The Memory Network had put together a diverse panel, including the director of a company that specialises in the analysis and prediction of the behaviour of consumers, Bunnyfoot. However, first technology futures analyst at Nesta, Jessica Bland opened with the claim that ‘the future is not always about prediction; looking forward is about imagining plausible future scenarios in order to help us understand and debate things today’. ‘She described her work on the potential humanitarian uses of drones as a way of ‘shifting that future that we can imagine’, suggesting a correspondence between a changeable future and a past left unfixed by the plasticity of human memory’.  Bland concluded that ‘we don’t have to remember things perfectly for memory to be a useful thing in our life in the way that we don’t have to predict the future perfectly for it to be a useful thing in our world’.

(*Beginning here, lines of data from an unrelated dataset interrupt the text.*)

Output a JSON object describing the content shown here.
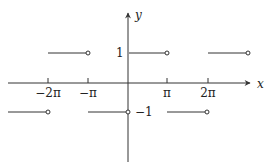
{
  "figure": {
    "type": "step_function_plot",
    "axes": {
      "x_label": "x",
      "y_label": "y",
      "x_ticks": [
        {
          "label": "−2π",
          "value": -6.2832
        },
        {
          "label": "−π",
          "value": -3.1416
        },
        {
          "label": "π",
          "value": 3.1416
        },
        {
          "label": "2π",
          "value": 6.2832
        }
      ],
      "y_ticks": [
        {
          "label": "1",
          "value": 1
        },
        {
          "label": "−1",
          "value": -1
        }
      ]
    },
    "segments": [
      {
        "y": 1,
        "x_start": "-2π",
        "x_end": "-π",
        "open_end": true
      },
      {
        "y": 1,
        "x_start": "0",
        "x_end": "π",
        "open_end": true
      },
      {
        "y": 1,
        "x_start": "2π",
        "x_end": "3π",
        "open_end": true
      },
      {
        "y": -1,
        "x_start": "-3π",
        "x_end": "-2π",
        "open_end": true
      },
      {
        "y": -1,
        "x_start": "-π",
        "x_end": "0",
        "open_end": true
      },
      {
        "y": -1,
        "x_start": "π",
        "x_end": "2π",
        "open_end": true
      }
    ],
    "colors": {
      "line": "#333333",
      "background": "#ffffff"
    }
  }
}
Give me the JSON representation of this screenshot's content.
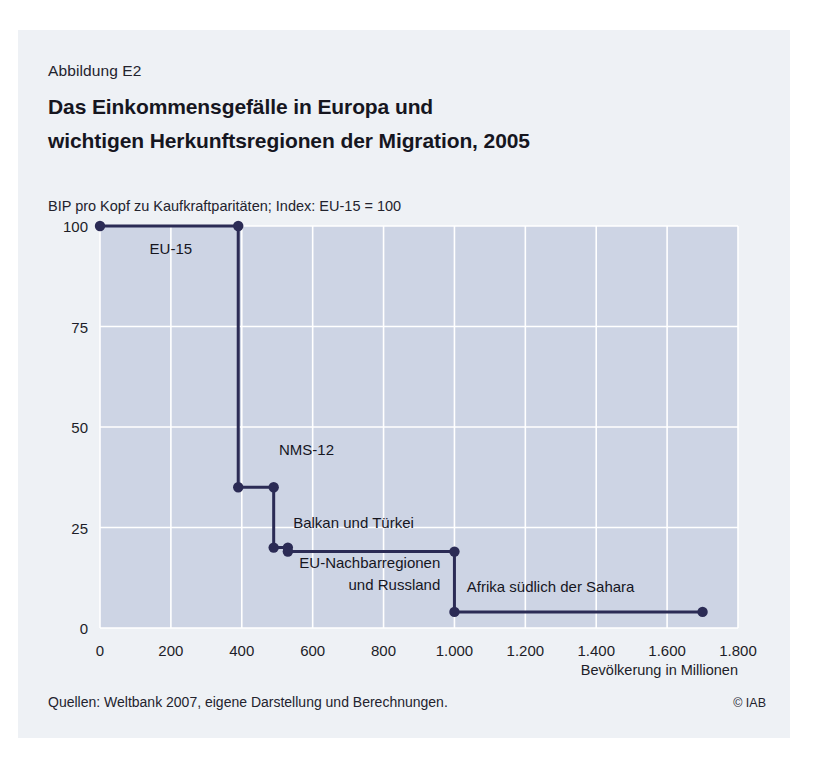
{
  "figure": {
    "number": "Abbildung E2",
    "title_line_1": "Das Einkommensgefälle in Europa und",
    "title_line_2": "wichtigen Herkunftsregionen der Migration, 2005",
    "source_note": "Quellen: Weltbank 2007, eigene Darstellung und Berechnungen.",
    "copyright": "© IAB",
    "panel_color": "#eef1f5",
    "plot_background": "#cdd4e4",
    "line_color": "#2b2b55",
    "grid_color": "#ffffff"
  },
  "chart_data": {
    "type": "line",
    "title": "Das Einkommensgefälle in Europa und wichtigen Herkunftsregionen der Migration, 2005",
    "subtitle": "BIP pro Kopf zu Kaufkraftparitäten; Index: EU-15 = 100",
    "xlabel": "Bevölkerung in Millionen",
    "ylabel": "BIP pro Kopf zu Kaufkraftparitäten; Index: EU-15 = 100",
    "xlim": [
      0,
      1800
    ],
    "ylim": [
      0,
      100
    ],
    "xticks": [
      0,
      200,
      400,
      600,
      800,
      1000,
      1200,
      1400,
      1600,
      1800
    ],
    "xticklabels": [
      "0",
      "200",
      "400",
      "600",
      "800",
      "1.000",
      "1.200",
      "1.400",
      "1.600",
      "1.800"
    ],
    "yticks": [
      0,
      25,
      50,
      75,
      100
    ],
    "yticklabels": [
      "0",
      "25",
      "50",
      "75",
      "100"
    ],
    "grid": true,
    "legend": "none",
    "annotation_note": "Stufenkurve: kumulierte Bevölkerung gegen BIP pro Kopf (Index EU-15 = 100)",
    "series": [
      {
        "name": "EU-15",
        "label": "EU-15",
        "gdp_index": 100,
        "population_start": 0,
        "population_end": 390,
        "label_x": 200,
        "label_y": 93
      },
      {
        "name": "NMS-12",
        "label": "NMS-12",
        "gdp_index": 35,
        "population_start": 390,
        "population_end": 490,
        "label_x": 505,
        "label_y": 43
      },
      {
        "name": "Balkan und Türkei",
        "label": "Balkan und Türkei",
        "gdp_index": 20,
        "population_start": 490,
        "population_end": 530,
        "label_x": 545,
        "label_y": 25
      },
      {
        "name": "EU-Nachbarregionen und Russland",
        "label_line_1": "EU-Nachbarregionen",
        "label_line_2": "und Russland",
        "gdp_index": 19,
        "population_start": 530,
        "population_end": 1000,
        "label_x": 960,
        "label_y": 15
      },
      {
        "name": "Afrika südlich der Sahara",
        "label": "Afrika südlich der Sahara",
        "gdp_index": 4,
        "population_start": 1000,
        "population_end": 1700,
        "label_x": 1035,
        "label_y": 9
      }
    ]
  }
}
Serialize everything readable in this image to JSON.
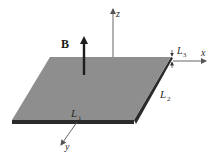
{
  "diagram": {
    "type": "physics-schematic",
    "colors": {
      "plate_top": "#8e8e8e",
      "plate_edge": "#2b2b2b",
      "axis_line": "#555555",
      "b_arrow": "#1e1e1e",
      "background": "#ffffff"
    },
    "labels": {
      "field": "B",
      "axis_x": "x",
      "axis_y": "y",
      "axis_z": "z",
      "length_1": "L",
      "length_1_sub": "1",
      "length_2": "L",
      "length_2_sub": "2",
      "length_3": "L",
      "length_3_sub": "3"
    }
  }
}
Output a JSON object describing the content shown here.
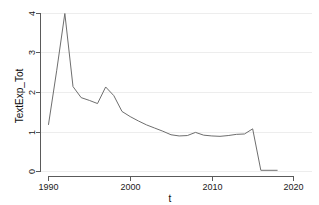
{
  "chart_data": {
    "type": "line",
    "title": "",
    "xlabel": "t",
    "ylabel": "TextExp_Tot",
    "xlim": [
      1989.2,
      2021.0
    ],
    "ylim": [
      -0.1,
      4.15
    ],
    "xticks": [
      1990,
      2000,
      2010,
      2020
    ],
    "xtick_labels": [
      "1990",
      "2000",
      "2010",
      "2020"
    ],
    "yticks": [
      0,
      1,
      2,
      3,
      4
    ],
    "ytick_labels": [
      "0",
      "1",
      "2",
      "3",
      "4"
    ],
    "grid": true,
    "grid_axis": "y",
    "legend": false,
    "line_color": "#6e6e6e",
    "background_color": "#ffffff",
    "axis_color": "#5a5a5a",
    "x": [
      1990,
      1991,
      1992,
      1993,
      1994,
      1995,
      1996,
      1997,
      1998,
      1999,
      2000,
      2001,
      2002,
      2003,
      2004,
      2005,
      2006,
      2007,
      2008,
      2009,
      2010,
      2011,
      2012,
      2013,
      2014,
      2015,
      2016,
      2017,
      2018
    ],
    "values": [
      1.19,
      2.55,
      4.0,
      2.15,
      1.87,
      1.8,
      1.72,
      2.14,
      1.92,
      1.52,
      1.39,
      1.28,
      1.18,
      1.1,
      1.02,
      0.93,
      0.9,
      0.91,
      0.99,
      0.92,
      0.9,
      0.89,
      0.91,
      0.94,
      0.95,
      1.08,
      0.03,
      0.03,
      0.03
    ],
    "series": [
      {
        "name": "TextExp_Tot",
        "values": [
          1.19,
          2.55,
          4.0,
          2.15,
          1.87,
          1.8,
          1.72,
          2.14,
          1.92,
          1.52,
          1.39,
          1.28,
          1.18,
          1.1,
          1.02,
          0.93,
          0.9,
          0.91,
          0.99,
          0.92,
          0.9,
          0.89,
          0.91,
          0.94,
          0.95,
          1.08,
          0.03,
          0.03,
          0.03
        ]
      }
    ]
  },
  "axes": {
    "y_title": "TextExp_Tot",
    "x_title": "t",
    "x_tick_0": "1990",
    "x_tick_1": "2000",
    "x_tick_2": "2010",
    "x_tick_3": "2020",
    "y_tick_0": "0",
    "y_tick_1": "1",
    "y_tick_2": "2",
    "y_tick_3": "3",
    "y_tick_4": "4"
  }
}
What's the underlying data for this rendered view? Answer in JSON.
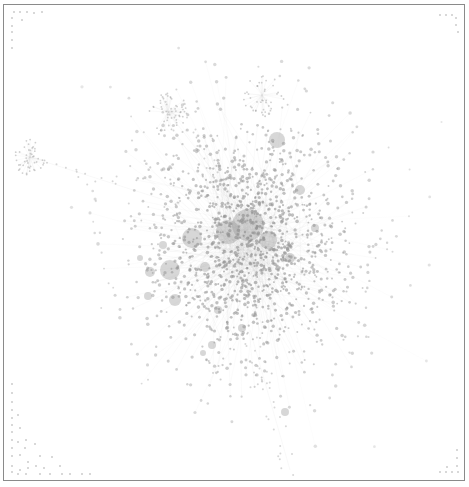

Kevin Fong introduced himself as a ‘prediction nihilist’, asserting that while ‘we tend to remember the good decisions we made that were predictive’ our ability to predict what we are going to need  as a society is ‘near zero’. He took from the example of Robert Falcon Scott’s Arctic expedition, whose failure belied the vital importance of Antarctic research in the study of climate change, the idea that ‘in our forays into the unknown continents of the body and the mind, we don’t know where we’re going’, and that our focus is not about looking to the future so much as ‘grappling with the present, trying to mitigate the consequences of the thing we did recently and hoping that somehow that will move us forward’.

 Tobii Eye Tracking Technology

Rob Stevens, founder of Bunnyfoot, also showed how eye-tracking technology is used to predict consumers’ behaviour by doing an experiment with Memory Network adminstrator Nick Lavery. Nick was equipped with eye-tracking goggles (glasses that measure eye positions and eye movement) asked to find the letter ‘P’ in two versions of the alfabet: one which was chronologically ordered and one randomly scattered across the screen. There result is evident in the film below:

Stevens elaborated on his notion of the brain as a ‘memory-based prediction tool’, using a demonstration of his work with eye-tracking technology to show the importance in perception and prediction of existing mental models, and tracing the vital function of memory from the survival and evolution of single-celled organisms to his current work in advertising that plays on disjunctions between the firing of our memories in the neo-cortex meeting sensory input coming the other way, from reality.

Discussing their own future predictions, the panel balanced a measured understanding of this ability with a sense of optimism over humanity’s relationship to technology. Jessica Bland summed up the panel’s discussion of prediction and memory by pointing out that ‘if we could predict the future it would be memory’; while the fundamentally plastic, human nature of memory imposes limitations on our ability to predict, it will also play a part in mitigating the consequence of, and shaping our response to, whatever we will encounter in the future.’

This is one of a series of guest blog posts written by AHRC Science in Culture Theme Award Holders. The Science in Culture Theme is a key area of AHRC Funding and supports projects committed to developing reciprocal relationships between scientists and arts and humanities researchers. More information about Dr Sebastian Groes’ Research Network ‘The Memory Network’ can be found here. Videos and audio of all the events will be posted on the Memory Network website shortly. The Memory Network would like to thank Sarah Smyth and Rose Stuart for co-organising The Memory Network at Cheltenham events.